Rhino suffers from this (as do all 3D graphics engines) as well…Three coplanar objects will fight with each other:
But in this very specific case (specific types of planar objects), Rhino provides BringForward and MoveBack features that can be assigned per-object to get them display in the desired order…
But this only really works well because the objects are planar… However, curving, turning, bending surfaces that all fall on different depth values are always going to fight with other triangles that fall on those same depth values, and there’s currently no way to forcefully determine “who wins”

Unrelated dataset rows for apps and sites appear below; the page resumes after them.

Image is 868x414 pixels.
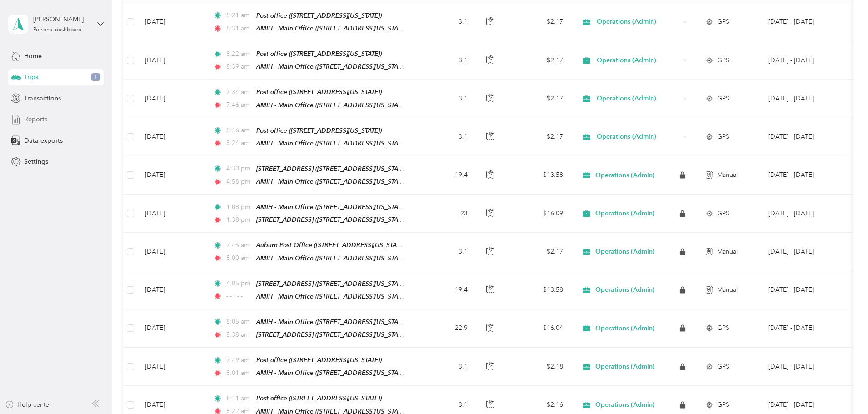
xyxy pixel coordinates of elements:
span: Data exports [24,136,63,146]
td: Sep 6 - 19, 2025 [761,156,844,195]
span: AMIH - Main Office ([STREET_ADDRESS][US_STATE]) [256,293,408,301]
span: Post office ([STREET_ADDRESS][US_STATE]) [256,88,382,96]
span: 1:38 pm [226,215,253,225]
span: GPS [717,132,729,142]
span: Manual [717,285,738,295]
td: [DATE] [138,79,206,117]
td: 19.4 [415,156,475,195]
span: [STREET_ADDRESS] ([STREET_ADDRESS][US_STATE]) [256,165,408,173]
span: - - : - - [226,292,253,301]
iframe: Everlance-gr Chat Button Frame [817,363,868,414]
span: Post office ([STREET_ADDRESS][US_STATE]) [256,50,382,57]
td: 3.1 [415,79,475,117]
div: [PERSON_NAME] [33,15,90,24]
span: Operations (Admin) [597,93,680,104]
span: 4:30 pm [226,163,253,173]
td: $2.18 [507,348,570,386]
td: Sep 20 - Oct 3, 2025 [761,3,844,41]
div: Personal dashboard [33,28,82,33]
span: 7:46 am [226,100,253,110]
td: 19.4 [415,272,475,310]
span: 7:49 am [226,355,253,366]
td: [DATE] [138,118,206,156]
span: Reports [24,115,47,124]
td: [DATE] [138,41,206,79]
td: $2.17 [507,41,570,79]
td: $2.17 [507,79,570,117]
td: Sep 20 - Oct 3, 2025 [761,79,844,117]
span: Operations (Admin) [596,171,655,180]
span: GPS [717,400,729,410]
span: 8:38 am [226,330,253,340]
td: [DATE] [138,3,206,41]
span: [STREET_ADDRESS] ([STREET_ADDRESS][US_STATE]) [256,216,408,224]
span: Operations (Admin) [596,401,655,409]
td: Sep 6 - 19, 2025 [761,348,844,386]
td: Sep 20 - Oct 3, 2025 [761,118,844,156]
span: AMIH - Main Office ([STREET_ADDRESS][US_STATE]) [256,369,408,377]
span: AMIH - Main Office ([STREET_ADDRESS][US_STATE]) [256,255,408,263]
span: Manual [717,170,738,180]
span: [STREET_ADDRESS] ([STREET_ADDRESS][US_STATE]) [256,331,408,339]
span: 8:11 am [226,393,253,404]
span: 8:05 am [226,317,253,327]
td: [DATE] [138,233,206,271]
span: Operations (Admin) [596,363,655,371]
button: Help center [5,400,52,410]
span: [STREET_ADDRESS] ([STREET_ADDRESS][US_STATE]) [256,280,408,288]
td: Sep 6 - 19, 2025 [761,195,844,233]
span: 8:31 am [226,23,253,34]
span: AMIH - Main Office ([STREET_ADDRESS][US_STATE]) [256,203,408,211]
td: 3.1 [415,118,475,156]
td: [DATE] [138,156,206,195]
span: AMIH - Main Office ([STREET_ADDRESS][US_STATE]) [256,318,408,326]
span: AMIH - Main Office ([STREET_ADDRESS][US_STATE]) [256,139,408,147]
span: 8:01 am [226,368,253,379]
td: $13.58 [507,272,570,310]
span: Operations (Admin) [596,248,655,256]
span: Manual [717,247,738,257]
span: Operations (Admin) [596,286,655,294]
span: Transactions [24,93,61,103]
span: GPS [717,17,729,27]
td: 3.1 [415,3,475,41]
span: 8:22 am [226,49,253,59]
span: AMIH - Main Office ([STREET_ADDRESS][US_STATE]) [256,25,408,33]
td: $13.58 [507,156,570,195]
span: GPS [717,362,729,372]
span: AMIH - Main Office ([STREET_ADDRESS][US_STATE]) [256,178,408,185]
span: 7:45 am [226,241,253,251]
td: Sep 6 - 19, 2025 [761,310,844,348]
span: 8:16 am [226,125,253,135]
td: [DATE] [138,272,206,310]
span: GPS [717,93,729,104]
td: $16.09 [507,195,570,233]
span: 1 [91,73,100,81]
span: Settings [24,157,48,166]
span: 4:05 pm [226,279,253,289]
td: 22.9 [415,310,475,348]
span: 1:08 pm [226,202,253,212]
span: Operations (Admin) [597,132,680,142]
span: Trips [24,72,38,82]
span: Home [24,52,42,61]
span: GPS [717,323,729,333]
span: AMIH - Main Office ([STREET_ADDRESS][US_STATE]) [256,63,408,71]
span: Operations (Admin) [596,325,655,333]
td: $2.17 [507,118,570,156]
span: Auburn Post Office ([STREET_ADDRESS][US_STATE][US_STATE]) [256,241,439,249]
td: [DATE] [138,310,206,348]
td: 3.1 [415,348,475,386]
span: 4:58 pm [226,177,253,187]
span: 8:00 am [226,253,253,263]
span: Operations (Admin) [597,55,680,66]
span: Post office ([STREET_ADDRESS][US_STATE]) [256,357,382,364]
td: 3.1 [415,41,475,79]
span: GPS [717,55,729,66]
td: [DATE] [138,348,206,386]
td: 23 [415,195,475,233]
td: Sep 6 - 19, 2025 [761,233,844,271]
span: 8:21 am [226,11,253,21]
td: $2.17 [507,3,570,41]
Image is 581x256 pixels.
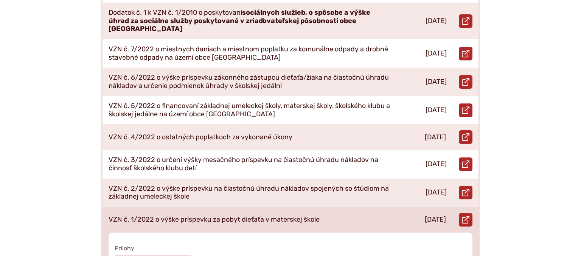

That being said… Your example above, where the wires are disappearing is probably because you’re drawing the wires first and then the meshes…and with depth writing OFF, the meshes are probably overwriting the wires where they intersect inside another mesh. If this is even possible (@dale can answer this), you could try flushing the pipeline after each specific draw and after each specific tape.
DrawMeshes();
FlushPipeline();
DrawWires();
FlushPipeline();
If that’s doable in Common, then it will force the meshes to get output before the wires, always (note: The order in which Rhino decides to output and flush things is based on cache size and cache overflow, so there’s no guarantee that just because you put a DrawA() before a DrawB(), that A goes out before B…which is why you need to flush things yourself if you want that type of guarantee…but again, I’m not sure if this can be done in Common.
And if you absolutely want all wires to show over all meshes, then I would draw all meshes first…then draw all wires.
for (int i = 0; i < count; i++)
{
DrawMesh(i);
FlushPipeline();
}
for (int i = 0; i < count; i++)
{
DrawWires(i);
FlushPipeline();
}
If FlushPipeline()
has no equivalent in Common, I’m pretty sure @dale can easily provide you something.